Nothing Deathless Here

Craig "The GratiDude" Jones
Notes From The GratiDude
3 min readSep 5, 2019
Photo Credit: Harshal S. Hirve

There’s not usually much alignment or coherence between what I write in my daily journal and these bi-weekly blog posts. The latter I polish up, making sure they’re sanded and the corners are all level. I’m getting used to just pressing send twice a week whether it’s “perfect” or not. It’s a good thing to be aware of what you’re sending out into the ether, for sure. I think that’s important and to think you’re not wasting people’s time with just schlock junk.

However, I’m less interested in this as performance than as catalyst for someone else’s own gratitude work. It’s easy to get so consumed with whether I’m writing well and how I’ll look that I can forget why I’m actually doing this. The journal I write in from which this whole blog series was born has none of that concern. I just write about whatever’s on my mind, without concern for punctuation or run on sentences or crossing t and dotting i. There’s a heartbeat, real life, right now immediacy, most of which probably wouldn’t interest any one else.

Thing is, that’s everyone’s life. What do you see? What are you grateful for? What obstacles are in the way of being grateful? It’s not about what I’m grateful for or my struggles to feel any gratitude on a given day. Hopefully, whatever I happen to write could be suggestive or resonant for you and your own life, your own Inquiry Into A Gratitude Inspired Life.

Most of my words are compostable, nothing deathless here. Any writer needs to accept that. John MacDonald (he wrote, for example, all the Travis McGee books) said he thought one needed to be prepared to write at least a million non saleable words. What I care about is how many times someone took the time to read one of these and went off on their own riff, about their own life, wondering how to be grateful on this given day.

Usually I don’t write about anything special in my journal. Like today’s for example.

“Just now I was thinking about how vegan or plant-based diets can still be wanting, can in fact suck, and the rap against them can be sometimes justified. The harder part, or at least the more neglected one, is eating whole foods. It’s plant-based whole food with every bite as close to unprocessed as possible. I could do better with that myself, though we do fairly well as a household. A salmon steak can be closer to whole food, plant-based or not, than some vegan food. I’m grateful for that reminder, from wherever it came just now. The carrots I have in my apron at work are close to whole, the peanut butter pretzels are not. The article Seth emailed us from a newsletter with a rant about how plant-based is a scam and not healthy (by a paleo guy, turns out) may have been part of this. I agree with some of his screed, that’s the thing, but I already did anyway. Plant-based is a bandwagon in the food industry. Slap the words on a product and it’ll get more noticed now. I really appreciate that. I get lazy at times about the whole food part.

Grateful also that Streak (my high-miler, 2005 Honda Civic) passed yet another inspection, for a final chance this season to go to Fenway tonight, for the morning’s cool air, for the opportunity to do yet another blog post due to the merciless tick tock with which there is no arguing and against which no resisting, for author Pat Conroy’s My Reading Life which I just got from the library in which he credits his mom with his love of literature. He trembles with gratitude, he wrote, remembering her. That spoke to me with respect to my own mother and the gifts she gave me of books and reading and literature and music.”

What about you? What stirs your soul and what interests you today?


## YOUR ASSIGNMENT
Pictures aside, repeat every record below exactly.

★ ★ ★ ★

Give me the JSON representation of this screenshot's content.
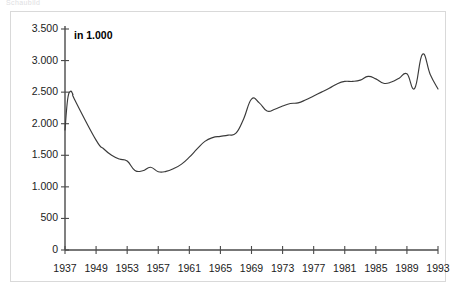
{
  "caption": {
    "clipped_text": "Schaubild"
  },
  "chart_data": {
    "type": "line",
    "title": "",
    "subtitle": "",
    "unit_note": "in 1.000",
    "xlabel": "",
    "ylabel": "",
    "xlim": [
      1937,
      1993
    ],
    "ylim": [
      0,
      3500
    ],
    "grid": false,
    "legend": null,
    "y_ticks": [
      0,
      500,
      1000,
      1500,
      2000,
      2500,
      3000,
      3500
    ],
    "y_tick_labels": [
      "0",
      "500",
      "1.000",
      "1.500",
      "2.000",
      "2.500",
      "3.000",
      "3.500"
    ],
    "x_ticks": [
      1937,
      1949,
      1953,
      1957,
      1961,
      1965,
      1969,
      1973,
      1977,
      1981,
      1985,
      1989,
      1993
    ],
    "x_tick_labels": [
      "1937",
      "1949",
      "1953",
      "1957",
      "1961",
      "1965",
      "1969",
      "1973",
      "1977",
      "1981",
      "1985",
      "1989",
      "1993"
    ],
    "x_axis_note": "Jahre 1938-1948 im Achsenmassstab zusammengefasst",
    "line_color": "#3a3a3a",
    "axis_color": "#4a4a4a",
    "series": [
      {
        "name": "Werte",
        "x": [
          1937,
          1938,
          1939,
          1940,
          1941,
          1949,
          1950,
          1951,
          1952,
          1953,
          1954,
          1955,
          1956,
          1957,
          1958,
          1959,
          1960,
          1961,
          1962,
          1963,
          1964,
          1965,
          1966,
          1967,
          1968,
          1969,
          1970,
          1971,
          1972,
          1973,
          1974,
          1975,
          1976,
          1977,
          1978,
          1979,
          1980,
          1981,
          1982,
          1983,
          1984,
          1985,
          1986,
          1987,
          1988,
          1989,
          1990,
          1991,
          1992,
          1993
        ],
        "values": [
          1900,
          2380,
          2510,
          2470,
          2360,
          1740,
          1600,
          1500,
          1440,
          1410,
          1260,
          1255,
          1310,
          1240,
          1245,
          1290,
          1360,
          1470,
          1600,
          1720,
          1780,
          1800,
          1820,
          1850,
          2080,
          2390,
          2330,
          2200,
          2230,
          2280,
          2320,
          2330,
          2380,
          2440,
          2500,
          2560,
          2630,
          2670,
          2670,
          2690,
          2750,
          2710,
          2640,
          2660,
          2720,
          2790,
          2560,
          3100,
          2780,
          2550
        ]
      }
    ]
  }
}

★ ★ ★ ★

## SOLUTION BELOW
Give me the JSON representation of this screenshot's content.
{
  "caption": {
    "clipped_text": "Schaubild"
  },
  "chart_data": {
    "type": "line",
    "title": "",
    "subtitle": "",
    "unit_note": "in 1.000",
    "xlabel": "",
    "ylabel": "",
    "xlim": [
      1937,
      1993
    ],
    "ylim": [
      0,
      3500
    ],
    "grid": false,
    "legend": null,
    "y_ticks": [
      0,
      500,
      1000,
      1500,
      2000,
      2500,
      3000,
      3500
    ],
    "y_tick_labels": [
      "0",
      "500",
      "1.000",
      "1.500",
      "2.000",
      "2.500",
      "3.000",
      "3.500"
    ],
    "x_ticks": [
      1937,
      1949,
      1953,
      1957,
      1961,
      1965,
      1969,
      1973,
      1977,
      1981,
      1985,
      1989,
      1993
    ],
    "x_tick_labels": [
      "1937",
      "1949",
      "1953",
      "1957",
      "1961",
      "1965",
      "1969",
      "1973",
      "1977",
      "1981",
      "1985",
      "1989",
      "1993"
    ],
    "x_axis_note": "Jahre 1938-1948 im Achsenmassstab zusammengefasst",
    "line_color": "#3a3a3a",
    "axis_color": "#4a4a4a",
    "series": [
      {
        "name": "Werte",
        "x": [
          1937,
          1938,
          1939,
          1940,
          1941,
          1949,
          1950,
          1951,
          1952,
          1953,
          1954,
          1955,
          1956,
          1957,
          1958,
          1959,
          1960,
          1961,
          1962,
          1963,
          1964,
          1965,
          1966,
          1967,
          1968,
          1969,
          1970,
          1971,
          1972,
          1973,
          1974,
          1975,
          1976,
          1977,
          1978,
          1979,
          1980,
          1981,
          1982,
          1983,
          1984,
          1985,
          1986,
          1987,
          1988,
          1989,
          1990,
          1991,
          1992,
          1993
        ],
        "values": [
          1900,
          2380,
          2510,
          2470,
          2360,
          1740,
          1600,
          1500,
          1440,
          1410,
          1260,
          1255,
          1310,
          1240,
          1245,
          1290,
          1360,
          1470,
          1600,
          1720,
          1780,
          1800,
          1820,
          1850,
          2080,
          2390,
          2330,
          2200,
          2230,
          2280,
          2320,
          2330,
          2380,
          2440,
          2500,
          2560,
          2630,
          2670,
          2670,
          2690,
          2750,
          2710,
          2640,
          2660,
          2720,
          2790,
          2560,
          3100,
          2780,
          2550
        ]
      }
    ]
  }
}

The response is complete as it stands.